From the entries below, please output exactly the lines starting at the one containing "This screenshot has height=416, width=739." and ending at the one containing "Image resolution: width=1377", both included.

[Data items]
=== Begin Enclosure ===

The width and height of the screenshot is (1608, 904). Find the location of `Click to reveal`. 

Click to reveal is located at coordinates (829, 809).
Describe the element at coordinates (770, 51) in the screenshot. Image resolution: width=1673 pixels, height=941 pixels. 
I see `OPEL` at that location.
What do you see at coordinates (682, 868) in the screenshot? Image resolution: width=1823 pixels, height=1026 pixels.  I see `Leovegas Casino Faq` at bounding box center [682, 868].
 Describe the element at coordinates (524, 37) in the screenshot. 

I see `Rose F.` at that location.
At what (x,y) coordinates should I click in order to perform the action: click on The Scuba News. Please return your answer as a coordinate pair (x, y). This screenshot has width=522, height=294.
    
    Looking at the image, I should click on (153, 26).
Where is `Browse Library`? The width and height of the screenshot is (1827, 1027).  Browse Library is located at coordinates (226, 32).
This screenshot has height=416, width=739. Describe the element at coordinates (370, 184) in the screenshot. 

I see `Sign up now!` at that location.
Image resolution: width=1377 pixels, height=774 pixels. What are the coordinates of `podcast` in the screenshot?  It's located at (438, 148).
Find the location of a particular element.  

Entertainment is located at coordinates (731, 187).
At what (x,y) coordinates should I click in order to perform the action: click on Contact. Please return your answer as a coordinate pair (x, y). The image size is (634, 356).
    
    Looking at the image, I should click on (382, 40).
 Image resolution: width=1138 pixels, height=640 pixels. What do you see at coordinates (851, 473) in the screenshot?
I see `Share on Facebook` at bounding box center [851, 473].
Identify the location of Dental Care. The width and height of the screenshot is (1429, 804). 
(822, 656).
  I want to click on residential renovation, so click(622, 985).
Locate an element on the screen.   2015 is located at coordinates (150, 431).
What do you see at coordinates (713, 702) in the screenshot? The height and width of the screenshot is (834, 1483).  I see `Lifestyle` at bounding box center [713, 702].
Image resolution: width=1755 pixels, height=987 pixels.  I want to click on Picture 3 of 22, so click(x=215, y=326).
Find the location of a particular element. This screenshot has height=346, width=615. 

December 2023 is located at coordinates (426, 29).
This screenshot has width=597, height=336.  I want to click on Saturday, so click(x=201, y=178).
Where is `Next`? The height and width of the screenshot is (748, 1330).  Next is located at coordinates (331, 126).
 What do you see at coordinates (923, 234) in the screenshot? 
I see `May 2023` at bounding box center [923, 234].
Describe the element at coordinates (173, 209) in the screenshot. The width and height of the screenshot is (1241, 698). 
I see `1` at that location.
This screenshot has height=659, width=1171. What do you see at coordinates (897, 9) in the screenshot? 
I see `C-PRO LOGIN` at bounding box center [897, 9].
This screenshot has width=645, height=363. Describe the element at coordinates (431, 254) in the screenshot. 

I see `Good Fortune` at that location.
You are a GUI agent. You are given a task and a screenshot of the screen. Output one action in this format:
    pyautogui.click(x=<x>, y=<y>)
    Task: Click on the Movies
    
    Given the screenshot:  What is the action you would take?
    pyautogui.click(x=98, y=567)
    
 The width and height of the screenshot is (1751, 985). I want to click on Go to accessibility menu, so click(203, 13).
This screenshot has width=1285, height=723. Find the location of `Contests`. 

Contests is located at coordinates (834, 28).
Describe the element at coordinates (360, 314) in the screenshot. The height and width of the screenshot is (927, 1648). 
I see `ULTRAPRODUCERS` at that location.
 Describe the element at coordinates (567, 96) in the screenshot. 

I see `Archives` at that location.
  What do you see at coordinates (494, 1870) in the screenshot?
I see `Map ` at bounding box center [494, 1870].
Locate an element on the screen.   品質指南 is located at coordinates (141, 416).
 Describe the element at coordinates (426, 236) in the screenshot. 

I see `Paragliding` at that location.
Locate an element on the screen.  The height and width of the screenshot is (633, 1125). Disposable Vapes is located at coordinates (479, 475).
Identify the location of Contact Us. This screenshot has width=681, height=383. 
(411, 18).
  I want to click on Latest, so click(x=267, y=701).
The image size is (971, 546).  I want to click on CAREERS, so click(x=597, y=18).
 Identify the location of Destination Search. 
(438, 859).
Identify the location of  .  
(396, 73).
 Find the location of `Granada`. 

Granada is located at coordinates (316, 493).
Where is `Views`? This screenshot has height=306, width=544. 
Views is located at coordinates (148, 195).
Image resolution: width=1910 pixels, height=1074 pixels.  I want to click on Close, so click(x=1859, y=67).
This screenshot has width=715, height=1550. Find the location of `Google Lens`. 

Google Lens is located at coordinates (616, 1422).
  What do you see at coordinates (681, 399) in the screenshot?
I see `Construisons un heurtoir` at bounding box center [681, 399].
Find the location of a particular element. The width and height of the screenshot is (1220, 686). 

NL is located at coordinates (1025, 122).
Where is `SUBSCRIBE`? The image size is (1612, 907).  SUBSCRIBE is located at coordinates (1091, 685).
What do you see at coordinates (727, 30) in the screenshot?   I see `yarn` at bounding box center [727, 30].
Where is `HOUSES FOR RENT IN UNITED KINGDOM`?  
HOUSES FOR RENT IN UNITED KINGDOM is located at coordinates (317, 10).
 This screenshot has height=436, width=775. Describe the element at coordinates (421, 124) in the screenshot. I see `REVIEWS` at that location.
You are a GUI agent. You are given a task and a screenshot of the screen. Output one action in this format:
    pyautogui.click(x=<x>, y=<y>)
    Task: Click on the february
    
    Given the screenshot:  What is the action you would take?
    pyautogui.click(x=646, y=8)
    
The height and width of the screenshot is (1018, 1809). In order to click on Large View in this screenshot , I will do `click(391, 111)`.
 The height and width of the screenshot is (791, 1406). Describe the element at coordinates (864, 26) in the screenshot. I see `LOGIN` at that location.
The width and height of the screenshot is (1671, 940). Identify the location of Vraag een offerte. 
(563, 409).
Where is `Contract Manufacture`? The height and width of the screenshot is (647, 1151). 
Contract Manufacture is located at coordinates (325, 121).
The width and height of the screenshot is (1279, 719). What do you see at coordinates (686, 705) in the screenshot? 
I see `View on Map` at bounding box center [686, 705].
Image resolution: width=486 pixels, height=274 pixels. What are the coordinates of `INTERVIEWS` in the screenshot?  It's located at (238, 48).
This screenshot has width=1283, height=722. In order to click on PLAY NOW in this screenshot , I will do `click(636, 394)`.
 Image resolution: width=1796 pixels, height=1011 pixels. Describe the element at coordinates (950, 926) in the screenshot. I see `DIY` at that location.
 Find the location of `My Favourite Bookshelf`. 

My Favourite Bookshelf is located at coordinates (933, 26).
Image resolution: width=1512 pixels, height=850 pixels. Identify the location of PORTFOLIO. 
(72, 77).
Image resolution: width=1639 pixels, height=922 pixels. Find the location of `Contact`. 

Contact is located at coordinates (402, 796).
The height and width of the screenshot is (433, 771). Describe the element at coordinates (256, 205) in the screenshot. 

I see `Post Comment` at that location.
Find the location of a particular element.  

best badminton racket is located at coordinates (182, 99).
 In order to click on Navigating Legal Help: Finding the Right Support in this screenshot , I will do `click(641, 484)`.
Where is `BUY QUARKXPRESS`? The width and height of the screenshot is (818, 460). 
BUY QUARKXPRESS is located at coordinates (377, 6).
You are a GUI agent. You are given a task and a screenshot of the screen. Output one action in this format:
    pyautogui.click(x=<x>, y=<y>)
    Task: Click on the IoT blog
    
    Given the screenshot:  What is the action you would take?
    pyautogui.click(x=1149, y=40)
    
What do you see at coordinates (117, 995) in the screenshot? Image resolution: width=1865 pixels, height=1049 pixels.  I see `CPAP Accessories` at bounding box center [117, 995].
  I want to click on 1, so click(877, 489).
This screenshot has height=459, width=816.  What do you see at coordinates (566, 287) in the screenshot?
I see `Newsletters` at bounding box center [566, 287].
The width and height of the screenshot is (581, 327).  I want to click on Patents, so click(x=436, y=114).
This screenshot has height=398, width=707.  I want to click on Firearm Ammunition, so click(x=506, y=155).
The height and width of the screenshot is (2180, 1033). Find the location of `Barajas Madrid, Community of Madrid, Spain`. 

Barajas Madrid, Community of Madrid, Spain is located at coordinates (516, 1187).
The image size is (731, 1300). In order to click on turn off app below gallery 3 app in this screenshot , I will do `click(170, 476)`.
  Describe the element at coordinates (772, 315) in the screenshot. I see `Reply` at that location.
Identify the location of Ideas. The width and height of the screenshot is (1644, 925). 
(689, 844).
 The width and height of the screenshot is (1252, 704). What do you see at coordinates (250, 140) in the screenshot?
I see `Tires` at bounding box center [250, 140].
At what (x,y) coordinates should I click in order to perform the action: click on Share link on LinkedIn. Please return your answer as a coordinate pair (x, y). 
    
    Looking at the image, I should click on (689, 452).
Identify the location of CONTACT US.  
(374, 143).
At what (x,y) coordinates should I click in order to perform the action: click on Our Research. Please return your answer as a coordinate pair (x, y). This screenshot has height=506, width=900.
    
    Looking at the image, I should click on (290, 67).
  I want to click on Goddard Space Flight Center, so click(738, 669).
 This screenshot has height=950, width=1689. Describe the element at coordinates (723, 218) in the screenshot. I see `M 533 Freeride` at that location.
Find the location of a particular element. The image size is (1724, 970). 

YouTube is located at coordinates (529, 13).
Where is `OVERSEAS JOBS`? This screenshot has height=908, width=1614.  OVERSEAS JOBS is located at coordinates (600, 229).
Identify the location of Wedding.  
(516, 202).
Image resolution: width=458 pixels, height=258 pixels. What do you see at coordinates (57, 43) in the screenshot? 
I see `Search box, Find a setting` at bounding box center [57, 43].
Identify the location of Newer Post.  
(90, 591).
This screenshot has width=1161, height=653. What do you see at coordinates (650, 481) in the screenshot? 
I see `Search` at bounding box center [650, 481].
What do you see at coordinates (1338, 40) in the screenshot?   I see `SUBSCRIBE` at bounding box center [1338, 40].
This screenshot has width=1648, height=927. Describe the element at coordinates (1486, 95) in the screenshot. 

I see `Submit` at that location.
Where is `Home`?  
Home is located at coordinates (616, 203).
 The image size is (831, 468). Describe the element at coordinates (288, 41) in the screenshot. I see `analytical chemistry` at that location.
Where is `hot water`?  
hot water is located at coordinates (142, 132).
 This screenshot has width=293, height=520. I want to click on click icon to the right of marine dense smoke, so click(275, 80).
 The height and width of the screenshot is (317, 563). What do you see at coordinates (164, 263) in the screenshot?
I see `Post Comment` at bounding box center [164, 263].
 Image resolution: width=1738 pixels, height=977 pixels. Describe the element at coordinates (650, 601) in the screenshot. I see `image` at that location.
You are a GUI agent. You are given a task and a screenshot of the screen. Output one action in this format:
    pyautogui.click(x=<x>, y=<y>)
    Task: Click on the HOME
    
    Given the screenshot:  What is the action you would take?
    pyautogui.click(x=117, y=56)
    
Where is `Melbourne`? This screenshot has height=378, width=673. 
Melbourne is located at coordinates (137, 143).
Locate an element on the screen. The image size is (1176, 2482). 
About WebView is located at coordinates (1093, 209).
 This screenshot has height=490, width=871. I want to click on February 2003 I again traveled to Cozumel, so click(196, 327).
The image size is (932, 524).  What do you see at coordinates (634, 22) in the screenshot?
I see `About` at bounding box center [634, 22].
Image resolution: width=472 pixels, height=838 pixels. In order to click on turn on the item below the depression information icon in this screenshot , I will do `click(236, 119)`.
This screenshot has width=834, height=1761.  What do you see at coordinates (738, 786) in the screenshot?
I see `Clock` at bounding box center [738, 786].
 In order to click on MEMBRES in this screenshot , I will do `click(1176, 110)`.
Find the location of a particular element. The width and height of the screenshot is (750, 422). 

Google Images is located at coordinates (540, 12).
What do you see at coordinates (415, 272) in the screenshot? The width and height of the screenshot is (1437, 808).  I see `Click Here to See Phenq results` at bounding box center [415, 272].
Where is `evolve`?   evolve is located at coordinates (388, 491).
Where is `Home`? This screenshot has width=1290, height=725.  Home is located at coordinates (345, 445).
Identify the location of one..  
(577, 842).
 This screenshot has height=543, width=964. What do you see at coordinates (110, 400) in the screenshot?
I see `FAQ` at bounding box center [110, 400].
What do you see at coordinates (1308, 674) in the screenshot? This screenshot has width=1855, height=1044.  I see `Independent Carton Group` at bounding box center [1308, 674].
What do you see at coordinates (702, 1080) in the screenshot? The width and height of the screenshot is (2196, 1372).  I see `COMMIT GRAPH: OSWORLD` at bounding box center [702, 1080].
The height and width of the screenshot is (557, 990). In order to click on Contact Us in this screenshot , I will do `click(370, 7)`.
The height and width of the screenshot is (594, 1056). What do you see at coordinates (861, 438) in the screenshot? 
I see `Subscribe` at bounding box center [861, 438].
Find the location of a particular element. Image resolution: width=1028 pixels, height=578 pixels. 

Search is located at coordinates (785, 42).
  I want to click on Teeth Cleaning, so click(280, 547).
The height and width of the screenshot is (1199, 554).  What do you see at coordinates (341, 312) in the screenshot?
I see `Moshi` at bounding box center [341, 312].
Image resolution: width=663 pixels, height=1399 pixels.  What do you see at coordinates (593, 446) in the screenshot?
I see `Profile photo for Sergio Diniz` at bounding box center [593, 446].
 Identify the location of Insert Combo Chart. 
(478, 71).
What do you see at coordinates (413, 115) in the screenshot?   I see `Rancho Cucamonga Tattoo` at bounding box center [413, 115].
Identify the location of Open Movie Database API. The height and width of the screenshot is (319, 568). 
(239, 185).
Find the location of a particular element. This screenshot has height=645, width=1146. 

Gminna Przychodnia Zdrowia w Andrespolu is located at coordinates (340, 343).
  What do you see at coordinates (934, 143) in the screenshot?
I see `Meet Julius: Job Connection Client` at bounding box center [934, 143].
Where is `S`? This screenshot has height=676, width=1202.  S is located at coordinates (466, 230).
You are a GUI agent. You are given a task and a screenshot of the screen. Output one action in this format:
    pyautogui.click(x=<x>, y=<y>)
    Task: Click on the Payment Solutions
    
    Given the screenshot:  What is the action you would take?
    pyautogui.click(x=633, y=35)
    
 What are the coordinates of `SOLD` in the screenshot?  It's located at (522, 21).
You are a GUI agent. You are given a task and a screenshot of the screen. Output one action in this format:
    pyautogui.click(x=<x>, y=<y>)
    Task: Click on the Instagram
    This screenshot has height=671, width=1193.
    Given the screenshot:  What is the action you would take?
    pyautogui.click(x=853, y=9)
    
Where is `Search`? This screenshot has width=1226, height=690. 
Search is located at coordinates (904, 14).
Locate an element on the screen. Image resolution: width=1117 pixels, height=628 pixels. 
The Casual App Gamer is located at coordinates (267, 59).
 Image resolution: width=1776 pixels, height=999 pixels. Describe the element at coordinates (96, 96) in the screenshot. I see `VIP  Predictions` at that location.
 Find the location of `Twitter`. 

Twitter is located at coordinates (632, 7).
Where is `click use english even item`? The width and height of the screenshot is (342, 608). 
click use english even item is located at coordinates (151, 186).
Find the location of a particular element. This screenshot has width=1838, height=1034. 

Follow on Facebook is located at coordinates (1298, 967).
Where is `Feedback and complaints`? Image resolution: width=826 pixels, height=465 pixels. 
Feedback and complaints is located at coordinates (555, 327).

=== End Enclosure ===

● **Answer space**
This screenshot has height=416, width=739. Describe the element at coordinates (370, 184) in the screenshot. 

I see `Sign up now!` at that location.
Image resolution: width=1377 pixels, height=774 pixels. What are the coordinates of `podcast` in the screenshot?  It's located at (438, 148).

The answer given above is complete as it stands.